I’m working on 3D game and I converted my project to URP. Everything works fine expect sprites that previously were ‘Sprite/Diffuse’ so they were lit by 3D lights (kind of Doom style, 2D elements in 3D world, always facing you). But now ‘Sprite/Diffuse’ shader is not supported in URP, it converted my materials to use ‘Universal Render Pipeline/Simple Lit’ Shader which does not work with sprites, it’s for textures. There is ‘Universal Render Pipeline/2D/Sprite-Lit-Default’ but it’s only for using 2D Lights.
How do I make sprites littable by 3D lights again in URP?
As it stands right now you have to write your own sprite shader using the shader graph to create a sprite shader that interacts with regular 3d lights in a 3d world. It mostly works fine besides some problems with GPU instancing.
The main thing you need to do is the following:
To get the sprite set inside the sprite renderer you need a shader property called “_MainTex” (in the reference field, not the parameter name)

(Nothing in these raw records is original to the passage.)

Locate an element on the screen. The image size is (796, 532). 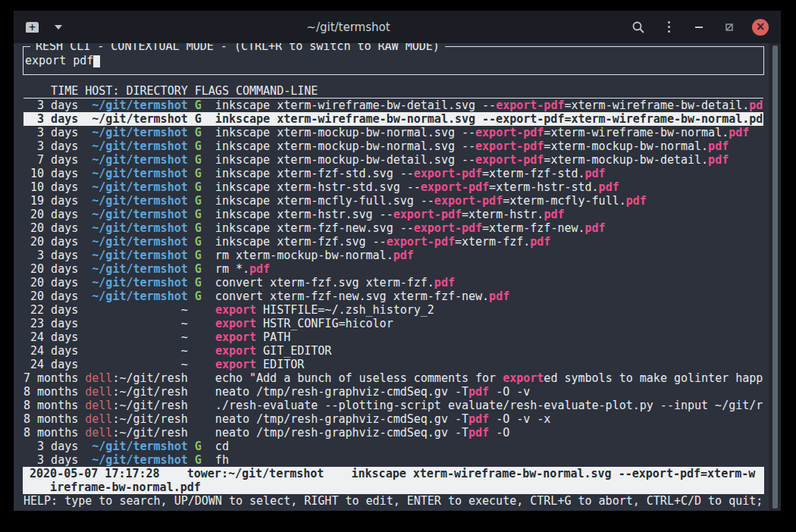
table-header: TIME HOST: DIRECTORY FLAGS COMMAND-LINE is located at coordinates (393, 92).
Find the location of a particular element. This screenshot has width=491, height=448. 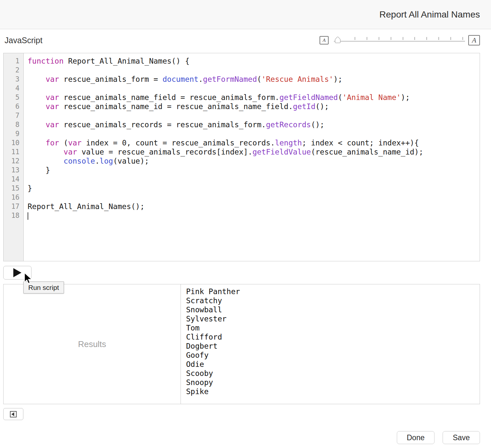

line-number: 8 is located at coordinates (14, 125).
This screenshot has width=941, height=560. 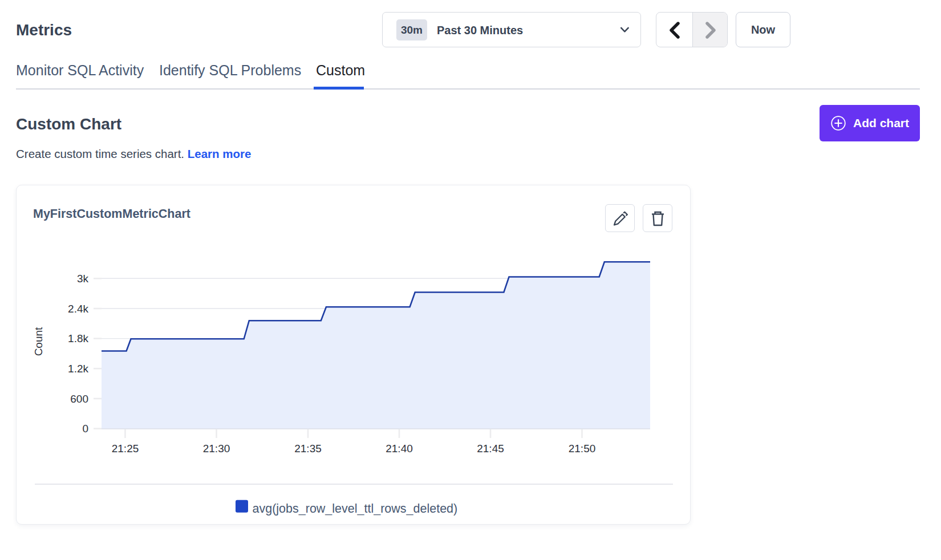 I want to click on svg-text: 21:30, so click(x=217, y=448).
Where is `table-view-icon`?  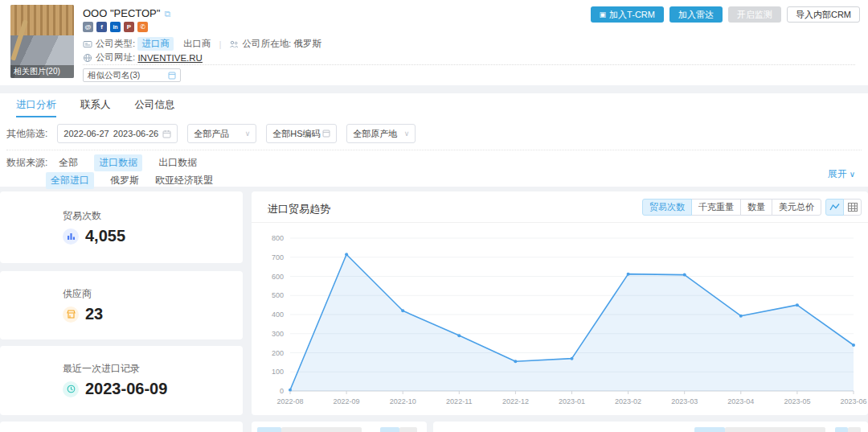 table-view-icon is located at coordinates (852, 208).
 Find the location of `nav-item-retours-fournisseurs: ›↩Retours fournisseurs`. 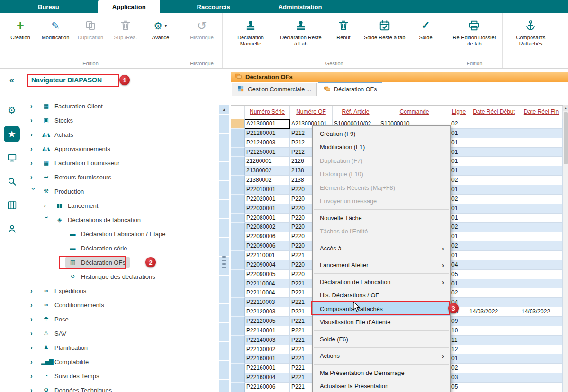

nav-item-retours-fournisseurs: ›↩Retours fournisseurs is located at coordinates (121, 177).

To get tiling and offset support for your texture you need to create a Vector4 parameter called “_MainTex_ST”, and use those values to modify the values inside a Tiling and offset node. (The naming ist just a convention, but the _ST suffix is important to automatically generate tiling and offset fields in your custom ShaderGUI using TextureScaleOffsetProperty()

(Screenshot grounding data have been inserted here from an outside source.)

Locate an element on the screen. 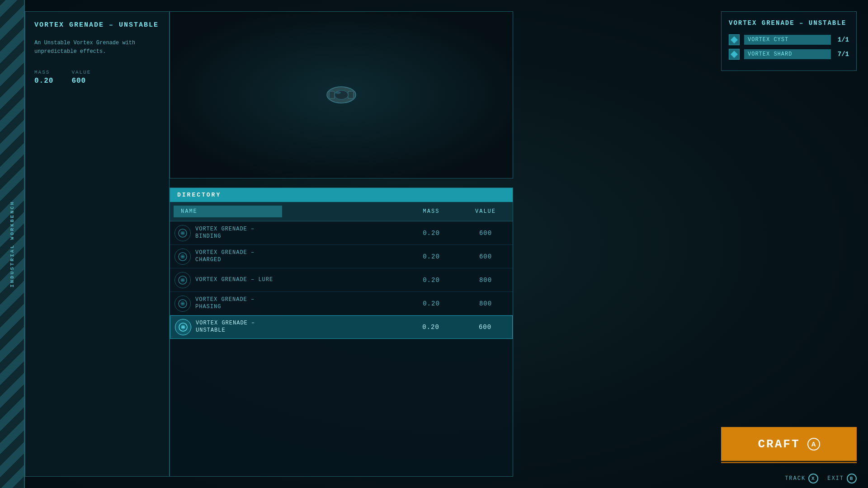 The image size is (868, 488). mass-label: MASS is located at coordinates (44, 72).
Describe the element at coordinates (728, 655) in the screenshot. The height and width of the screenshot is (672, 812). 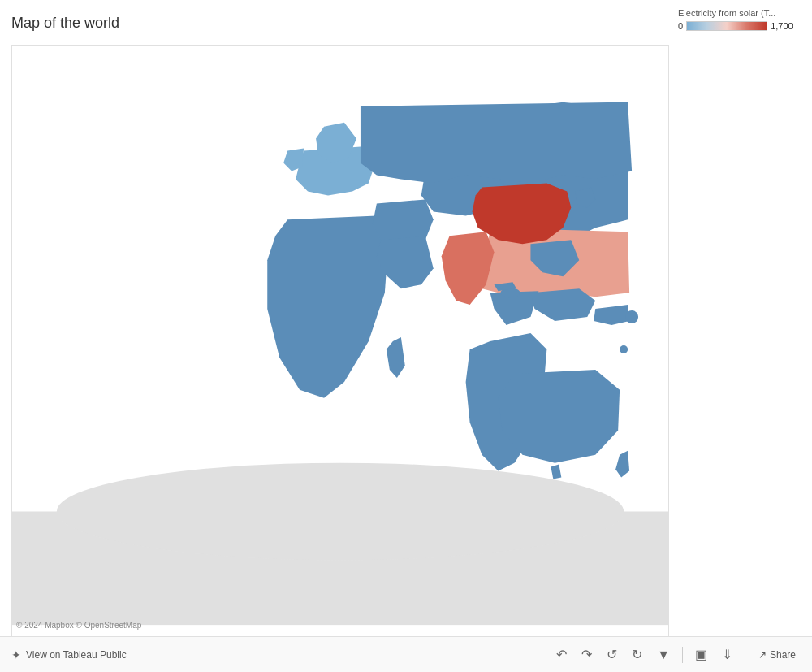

Multiply VertexColor with your SampleTexture node to get the color set in the sprite renderer.
When you want to use GPU instancing there are some additional things to consider though. Here are some of the annoyances I found myself with it while writing one for our game:
(This is based of URP 7.4.3 on 2019.4.2f1)
The flip X and flip Y toggles on the sprite shader do not work as these actually flip the vertecies of the underlying quad the sprite renderer creats, but these are somehow lost when using gpu instancing. So in order to regain fliping you have to manually write it in your shader and add a seperate component to your sprites that modify the MaterialPropertyBlock. Inside the shader you need to add either two booleans or a Vector2 for the flipping. How you actually flip them can be achieved through two different means:
Do the same as the original sprite renderer and flip the vertex positions. Important here is that you need to enable double-sided rendering and that you also properly modify your normals.

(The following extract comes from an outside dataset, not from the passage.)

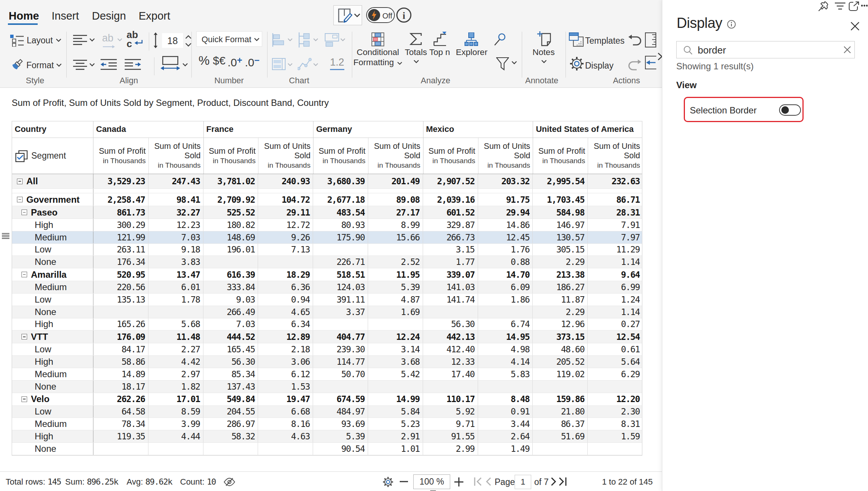 The image size is (868, 491). Describe the element at coordinates (327, 375) in the screenshot. I see `table-row-medium: Medium14.892.9785.346.1250.705.4217.405.…` at that location.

Flip the texture by flipping the UV properly. This lets you keep double-sideed rendering disabled, but requires that you use “Full Rect” for your sprites. If you use tight, the mesh for the sprite will not fit your flipped texture.
A similar problem with the sprite renderer not being able to modify the mesh it is rendering on while gpu instancing is enabled is the color, as this actually sets the vertex colors of the mesh. This is also broken and just stays white. So again like with the flip, create a seperate Color parameter in your shader and update it through your extra component on your sprite using the MaterialPropertyBlock.
Lastly, if you use GPU instancing, for whatever reason the normal of the sprite mesh gets inverted. Meaning it points backwards, which in turn makes your whole sprite black. So simply flip it along all 3 axis. Little bonus about this would be if you used the INSTANCING_ON keyword to check in your shader if GPU instancing is enabled and either flip or not flip your normals based on it.